The most revealing indicator

Over the two years in Pix, support call volume related to the product fell significantly and consistently. The most revealing indicator wasn't just the absolute drop: it was the elimination of spikes. Before, with each Central Bank regulatory change, call volume would rise sharply. With the work the team did over time, those changes started happening without a call spike — because the product communicated the changes clearly before the customer needed to call.

Qualitative feedback from customers arrived at specific moments — like when an accessibility feature was removed due to apparently low usage, and customers called asking for it back. That was one of the most important learnings of the period: usage metrics don't capture everything that matters to the customer.

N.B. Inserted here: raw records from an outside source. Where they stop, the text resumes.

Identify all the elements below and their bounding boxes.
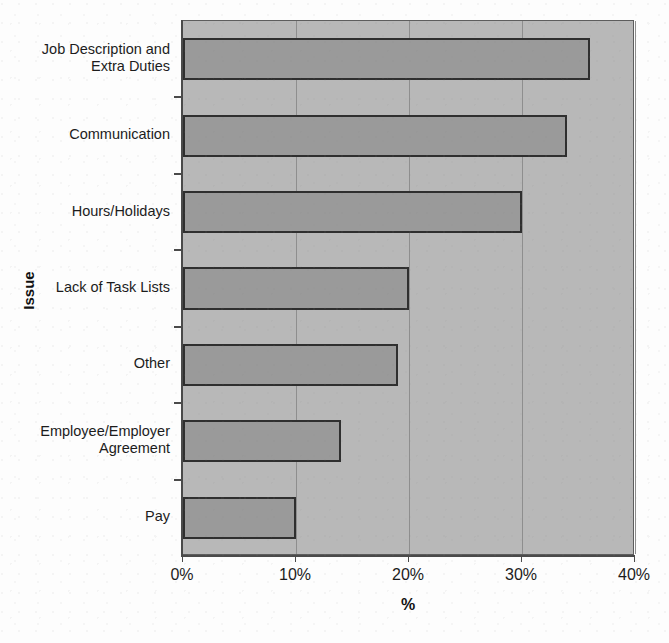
y-axis-line [181, 20, 183, 556]
category-label-line: Communication [10, 126, 170, 143]
x-tick-label: 20% [373, 566, 443, 584]
y-tick-mark [174, 173, 182, 175]
bar-row [183, 38, 633, 80]
y-tick-mark [174, 479, 182, 481]
category-label: Hours/Holidays [10, 203, 170, 220]
x-tick-label: 40% [599, 566, 669, 584]
category-label-line: Extra Duties [10, 58, 170, 75]
x-tick-label: 30% [486, 566, 556, 584]
category-label-line: Employee/Employer [10, 423, 170, 440]
bar-job-description-and-extra-duties [183, 38, 590, 80]
bar-row [183, 191, 633, 233]
x-tick-mark [408, 555, 409, 562]
category-label-line: Job Description and [10, 41, 170, 58]
plot-area [182, 20, 634, 555]
category-label: Job Description andExtra Duties [10, 41, 170, 75]
x-tick-mark [634, 555, 635, 562]
bar-employee-employer-agreement [183, 420, 341, 462]
bar-row [183, 497, 633, 539]
x-tick-mark [295, 555, 296, 562]
category-label: Employee/EmployerAgreement [10, 423, 170, 457]
category-label-line: Agreement [10, 440, 170, 457]
bar-row [183, 115, 633, 157]
y-axis-title: Issue [20, 241, 37, 341]
y-tick-mark [174, 402, 182, 404]
bar-hours-holidays [183, 191, 522, 233]
cut-off-title-text [200, 0, 580, 4]
bar-communication [183, 115, 567, 157]
bar-pay [183, 497, 296, 539]
category-label-line: Other [10, 355, 170, 372]
category-label-line: Hours/Holidays [10, 203, 170, 220]
bar-lack-of-task-lists [183, 267, 409, 309]
gridline-40 [635, 21, 636, 554]
y-tick-mark [174, 96, 182, 98]
category-label: Other [10, 355, 170, 372]
x-tick-label: 0% [147, 566, 217, 584]
x-tick-mark [182, 555, 183, 562]
x-tick-label: 10% [260, 566, 330, 584]
bar-row [183, 344, 633, 386]
category-label: Communication [10, 126, 170, 143]
bar-other [183, 344, 398, 386]
category-label: Pay [10, 508, 170, 525]
bar-row [183, 267, 633, 309]
x-tick-mark [521, 555, 522, 562]
category-label-line: Pay [10, 508, 170, 525]
bar-row [183, 420, 633, 462]
x-axis-title: % [182, 596, 634, 614]
y-tick-mark [174, 326, 182, 328]
chart-page: 0%10%20%30%40% Job Description andExtra … [0, 0, 669, 643]
y-tick-mark [174, 249, 182, 251]
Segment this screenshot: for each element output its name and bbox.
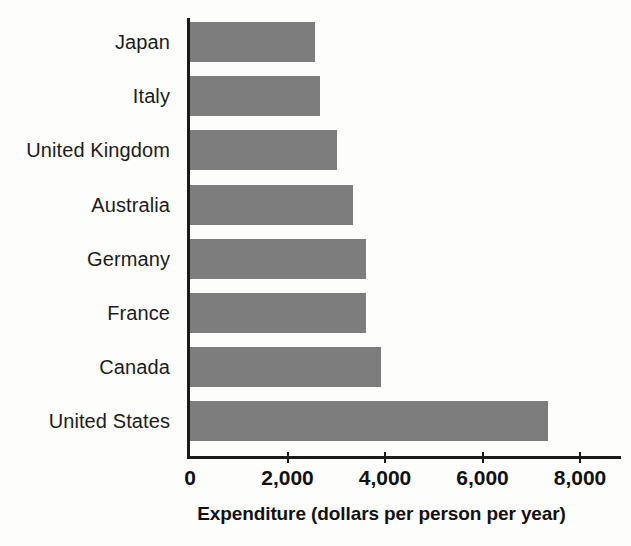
tick-mark-2000 xyxy=(287,452,289,463)
bar-rect xyxy=(190,293,366,333)
tick-mark-8000 xyxy=(579,452,581,463)
category-axis-labels: JapanItalyUnited KingdomAustraliaGermany… xyxy=(0,22,180,456)
bar-rect xyxy=(190,239,366,279)
bar-chart: JapanItalyUnited KingdomAustraliaGermany… xyxy=(0,0,631,546)
tick-label-6000: 6,000 xyxy=(456,466,509,490)
bar-canada xyxy=(190,347,381,387)
category-label-france: France xyxy=(107,293,170,333)
tick-label-8000: 8,000 xyxy=(554,466,607,490)
category-label-japan: Japan xyxy=(115,22,170,62)
category-label-italy: Italy xyxy=(133,76,170,116)
bar-germany xyxy=(190,239,366,279)
bar-rect xyxy=(190,130,337,170)
tick-label-4000: 4,000 xyxy=(359,466,412,490)
category-label-united-kingdom: United Kingdom xyxy=(26,130,170,170)
bar-france xyxy=(190,293,366,333)
bar-rect xyxy=(190,401,548,441)
category-label-germany: Germany xyxy=(87,239,170,279)
tick-label-2000: 2,000 xyxy=(261,466,314,490)
bar-united-kingdom xyxy=(190,130,337,170)
bar-rect xyxy=(190,347,381,387)
bar-italy xyxy=(190,76,320,116)
category-label-united-states: United States xyxy=(49,401,170,441)
bar-australia xyxy=(190,185,353,225)
category-label-canada: Canada xyxy=(99,347,170,387)
bar-rect xyxy=(190,185,353,225)
tick-label-0: 0 xyxy=(184,466,196,490)
tick-mark-6000 xyxy=(482,452,484,463)
bar-japan xyxy=(190,22,315,62)
x-axis-line xyxy=(187,456,621,459)
bar-rect xyxy=(190,76,320,116)
x-axis-title: Expenditure (dollars per person per year… xyxy=(0,503,631,525)
bar-united-states xyxy=(190,401,548,441)
bars-group xyxy=(190,22,630,456)
category-label-australia: Australia xyxy=(91,185,170,225)
x-axis-title-text: Expenditure (dollars per person per year… xyxy=(65,503,566,525)
plot-area: JapanItalyUnited KingdomAustraliaGermany… xyxy=(0,0,631,546)
tick-mark-4000 xyxy=(384,452,386,463)
bar-rect xyxy=(190,22,315,62)
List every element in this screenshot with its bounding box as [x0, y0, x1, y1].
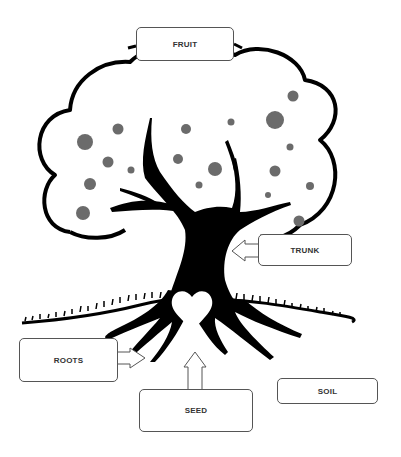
- canopy-outline-left-bottom: [70, 230, 125, 238]
- arrow-trunk: [232, 240, 258, 261]
- arrow-seed: [184, 352, 206, 389]
- fruit-box-connector-left: [128, 46, 136, 48]
- label-box-fruit[interactable]: FRUIT: [136, 27, 234, 61]
- label-box-soil[interactable]: SOIL: [277, 378, 378, 404]
- label-trunk: TRUNK: [291, 246, 320, 255]
- label-box-seed[interactable]: SEED: [139, 389, 253, 432]
- fruit-box-connector-right: [234, 44, 242, 48]
- label-roots: ROOTS: [54, 356, 83, 365]
- label-box-trunk[interactable]: TRUNK: [258, 234, 352, 266]
- label-fruit: FRUIT: [173, 40, 198, 49]
- label-seed: SEED: [185, 406, 208, 415]
- label-box-roots[interactable]: ROOTS: [19, 338, 118, 382]
- branch-right-twig: [225, 140, 238, 171]
- trunk: [143, 118, 291, 305]
- label-soil: SOIL: [318, 387, 337, 396]
- arrow-roots: [118, 348, 145, 368]
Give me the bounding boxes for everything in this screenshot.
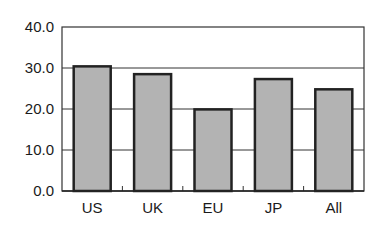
x-tick-label: US [82, 199, 103, 216]
bar-eu [195, 109, 232, 191]
bar-jp [255, 79, 292, 191]
bar-chart: 0.010.020.030.040.0 USUKEUJPAll [0, 0, 375, 231]
bars [74, 66, 353, 191]
x-axis-labels: USUKEUJPAll [82, 199, 342, 216]
bar-all [315, 89, 352, 191]
x-tick-label: UK [142, 199, 163, 216]
y-tick-label: 30.0 [25, 59, 54, 76]
y-tick-label: 10.0 [25, 141, 54, 158]
x-tick-label: All [325, 199, 342, 216]
y-axis-labels: 0.010.020.030.040.0 [25, 18, 54, 199]
bar-us [74, 66, 111, 191]
bar-uk [134, 74, 171, 191]
x-tick-label: EU [203, 199, 224, 216]
y-tick-label: 0.0 [33, 182, 54, 199]
y-tick-label: 20.0 [25, 100, 54, 117]
y-tick-label: 40.0 [25, 18, 54, 35]
x-tick-label: JP [265, 199, 283, 216]
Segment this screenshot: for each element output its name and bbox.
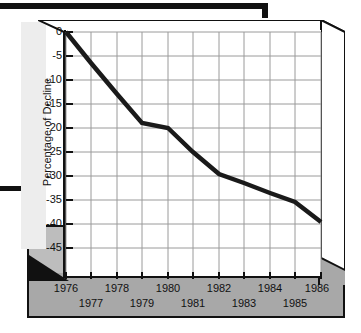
x-tick-label: 1978 xyxy=(105,282,129,294)
y-tick-label: -5 xyxy=(32,50,62,61)
y-tick-label: -45 xyxy=(32,242,62,253)
y-tick-label: 0 xyxy=(32,26,62,37)
y-tick-label: -10 xyxy=(32,74,62,85)
x-tick-label: 1980 xyxy=(156,282,180,294)
x-axis-ticks xyxy=(66,272,321,279)
x-tick-label: 1982 xyxy=(207,282,231,294)
left-rule-decoration xyxy=(0,186,22,191)
top-rule-drop-decoration xyxy=(262,3,268,18)
x-tick-label: 1984 xyxy=(258,282,282,294)
x-tick-label: 1979 xyxy=(130,297,154,309)
y-tick-label: -35 xyxy=(32,194,62,205)
x-tick-label: 1986 xyxy=(305,282,329,294)
y-axis-tick-labels: 0 -5 -10 -15 -20 -25 -30 -35 -40 -45 xyxy=(28,30,62,278)
x-tick-label: 1977 xyxy=(79,297,103,309)
x-tick-label: 1985 xyxy=(283,297,307,309)
top-rule-decoration xyxy=(0,3,268,9)
y-tick-label: -20 xyxy=(32,122,62,133)
y-tick-label: -25 xyxy=(32,146,62,157)
y-axis-ticks xyxy=(66,32,73,248)
x-tick-label: 1981 xyxy=(181,297,205,309)
chart-screenshot: Percentage of Decline 0 -5 -10 -15 -20 -… xyxy=(0,0,361,333)
x-axis-tick-labels: 1976 1977 1978 1979 1980 1981 1982 1983 … xyxy=(64,282,322,318)
plot-area xyxy=(64,30,321,278)
y-tick-label: -15 xyxy=(32,98,62,109)
plot-svg xyxy=(64,30,323,280)
y-tick-label: -40 xyxy=(32,218,62,229)
x-tick-label: 1976 xyxy=(54,282,78,294)
x-tick-label: 1983 xyxy=(232,297,256,309)
y-tick-label: -30 xyxy=(32,170,62,181)
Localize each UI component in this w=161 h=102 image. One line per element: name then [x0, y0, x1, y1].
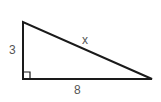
vertical-leg-label: 3: [9, 44, 16, 56]
right-angle-marker: [23, 72, 30, 79]
horizontal-leg-label: 8: [74, 84, 81, 96]
hypotenuse-label: x: [82, 34, 88, 46]
triangle: [23, 22, 152, 79]
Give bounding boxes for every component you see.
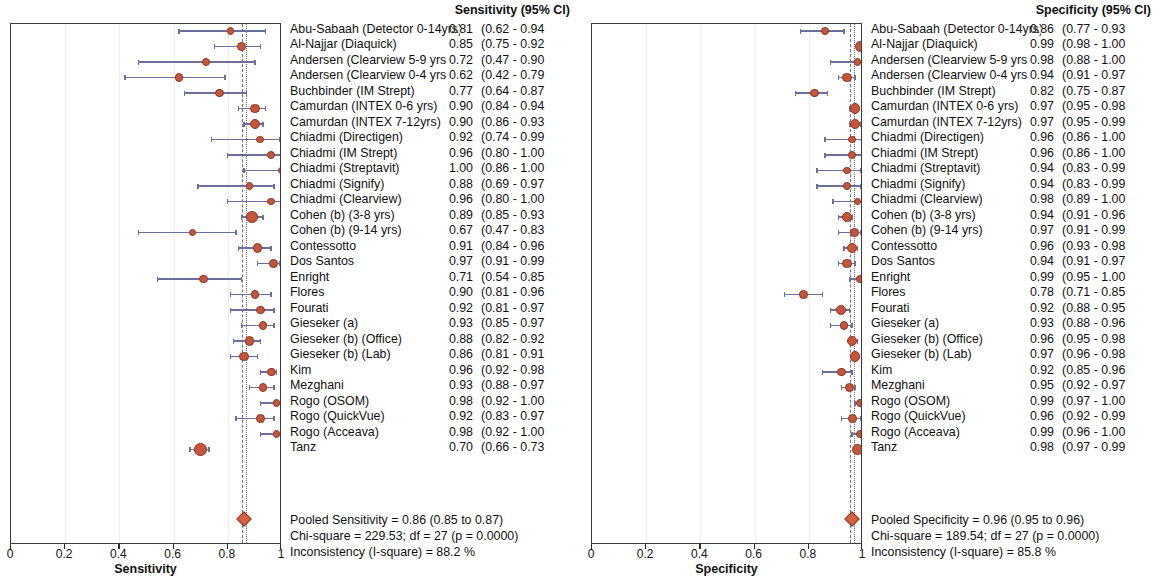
study-marker	[273, 399, 280, 407]
ci-cap-high	[857, 339, 858, 344]
study-marker	[239, 352, 249, 362]
estimate-value: 0.89	[440, 208, 473, 222]
estimate-value: 0.86	[440, 347, 473, 361]
estimate-value: 0.96	[1021, 332, 1054, 346]
table-row: Fourati0.92(0.81 - 0.97	[290, 301, 581, 317]
estimate-value: 0.90	[440, 115, 473, 129]
table-row: Gieseker (b) (Lab)0.86(0.81 - 0.91	[290, 347, 581, 363]
ci-cap-high	[279, 137, 280, 142]
study-label: Andersen (Clearview 5-9 yrs	[871, 53, 1041, 67]
axis-tick-label: 0.8	[218, 547, 235, 561]
table-row: Abu-Sabaah (Detector 0-14yrs)0.86(0.77 -…	[871, 22, 1162, 38]
study-label: Camurdan (INTEX 0-6 yrs)	[871, 99, 1041, 113]
estimate-value: 0.97	[440, 254, 473, 268]
confidence-interval-text: (0.91 - 0.99	[481, 254, 544, 268]
plot-area-sensitivity	[10, 23, 281, 544]
confidence-interval-text: (0.62 - 0.94	[481, 22, 544, 36]
table-row: Gieseker (b) (Office)0.96(0.95 - 0.98	[871, 332, 1162, 348]
study-label: Flores	[871, 285, 1041, 299]
forest-row-marker	[11, 318, 280, 334]
estimate-value: 0.91	[440, 239, 473, 253]
study-marker	[199, 275, 208, 284]
ci-cap-high	[860, 184, 861, 189]
study-marker	[848, 414, 857, 423]
estimate-value: 0.96	[440, 363, 473, 377]
ci-cap-low	[233, 339, 234, 344]
study-label: Chiadmi (IM Strept)	[290, 146, 460, 160]
table-row: Kim0.96(0.92 - 0.98	[290, 363, 581, 379]
confidence-interval-text: (0.81 - 0.97	[481, 301, 544, 315]
study-marker	[250, 119, 261, 130]
study-marker	[850, 228, 859, 237]
confidence-interval-text: (0.71 - 0.85	[1062, 285, 1125, 299]
confidence-interval-line	[231, 309, 274, 311]
table-row: Camurdan (INTEX 0-6 yrs)0.97(0.95 - 0.98	[871, 99, 1162, 115]
study-label: Gieseker (a)	[290, 316, 460, 330]
forest-row-marker	[11, 411, 280, 427]
study-label: Mezghani	[871, 378, 1041, 392]
ci-cap-low	[214, 44, 215, 49]
confidence-interval-text: (0.97 - 0.99	[1062, 440, 1125, 454]
ci-cap-low	[184, 91, 185, 96]
ci-cap-high	[273, 416, 274, 421]
confidence-interval-text: (0.96 - 1.00	[1062, 425, 1125, 439]
table-row: Andersen (Clearview 0-4 yrs0.94(0.91 - 0…	[871, 68, 1162, 84]
estimate-value: 0.92	[1021, 363, 1054, 377]
estimate-value: 0.99	[1021, 270, 1054, 284]
study-marker	[837, 368, 846, 377]
study-label: Rogo (Acceava)	[290, 425, 460, 439]
forest-row-marker	[592, 411, 861, 427]
confidence-interval-line	[236, 418, 274, 420]
study-marker	[256, 306, 265, 315]
ci-cap-high	[260, 44, 261, 49]
study-marker	[237, 42, 247, 52]
forest-row-marker	[592, 209, 861, 225]
estimate-value: 0.88	[440, 177, 473, 191]
table-row: Rogo (QuickVue)0.96(0.92 - 0.99	[871, 409, 1162, 425]
estimate-value: 0.94	[1021, 177, 1054, 191]
confidence-interval-line	[241, 325, 274, 327]
ci-cap-low	[843, 246, 844, 251]
study-marker	[850, 351, 861, 362]
forest-row-marker	[592, 333, 861, 349]
confidence-interval-text: (0.86 - 1.00	[1062, 146, 1125, 160]
study-label: Gieseker (b) (Lab)	[290, 347, 460, 361]
confidence-interval-text: (0.81 - 0.96	[481, 285, 544, 299]
estimate-value: 0.96	[1021, 239, 1054, 253]
study-marker	[845, 383, 855, 393]
estimate-value: 0.70	[440, 440, 473, 454]
forest-row-marker	[11, 287, 280, 303]
study-marker	[821, 27, 830, 36]
estimate-value: 0.96	[1021, 409, 1054, 423]
forest-row-marker	[592, 240, 861, 256]
study-marker	[245, 336, 255, 346]
estimate-value: 1.00	[440, 161, 473, 175]
study-marker	[847, 336, 858, 347]
estimate-value: 0.96	[440, 192, 473, 206]
confidence-interval-text: (0.91 - 0.96	[1062, 208, 1125, 222]
confidence-interval-text: (0.88 - 0.97	[481, 378, 544, 392]
forest-row-marker	[11, 225, 280, 241]
confidence-interval-text: (0.64 - 0.87	[481, 84, 544, 98]
study-label: Chiadmi (Clearview)	[290, 192, 460, 206]
study-label: Abu-Sabaah (Detector 0-14yrs)	[290, 22, 460, 36]
forest-row-marker	[11, 101, 280, 117]
study-label: Cohen (b) (3-8 yrs)	[871, 208, 1041, 222]
forest-row-marker	[592, 364, 861, 380]
study-marker	[227, 27, 235, 35]
column-header-sensitivity: Sensitivity (95% CI)	[455, 3, 570, 17]
study-marker	[855, 41, 861, 52]
confidence-interval-text: (0.88 - 1.00	[1062, 53, 1125, 67]
study-marker	[848, 151, 856, 159]
forest-row-marker	[592, 116, 861, 132]
table-row: Rogo (OSOM)0.99(0.97 - 1.00	[871, 394, 1162, 410]
estimate-value: 0.97	[1021, 223, 1054, 237]
study-label: Rogo (OSOM)	[290, 394, 460, 408]
confidence-interval-text: (0.91 - 0.97	[1062, 68, 1125, 82]
confidence-interval-text: (0.47 - 0.90	[481, 53, 544, 67]
ci-cap-high	[822, 292, 823, 297]
table-row: Rogo (Acceava)0.98(0.92 - 1.00	[290, 425, 581, 441]
table-row: Camurdan (INTEX 7-12yrs)0.97(0.95 - 0.99	[871, 115, 1162, 131]
forest-row-marker	[11, 256, 280, 272]
confidence-interval-line	[212, 139, 280, 141]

"Support spikes on every regulatory change: eliminated. That's the metric that best captures what the team built together."

Reflections

What this case really shows

Resilience. The ability to absorb volume, regulatory pressure, decentralized teams, and multiple simultaneous scopes — and still deliver with documented quality.

What this case also shows is how alignment across engineering, PM and design changes the output. Not by consensus, but by productive tension: PM pulled toward business, tech lead toward technical feasibility, I pulled toward customer experience. When all three were in the same conversation, deliveries came out more consistent.

Several initiatives studied during the period didn't reach production — due to technical limitations, priority changes, compliance issues, or lack of time. That's part of the product cycle. What stayed in draft, in research, or in prototype was equally valuable for informing the decisions that did go live.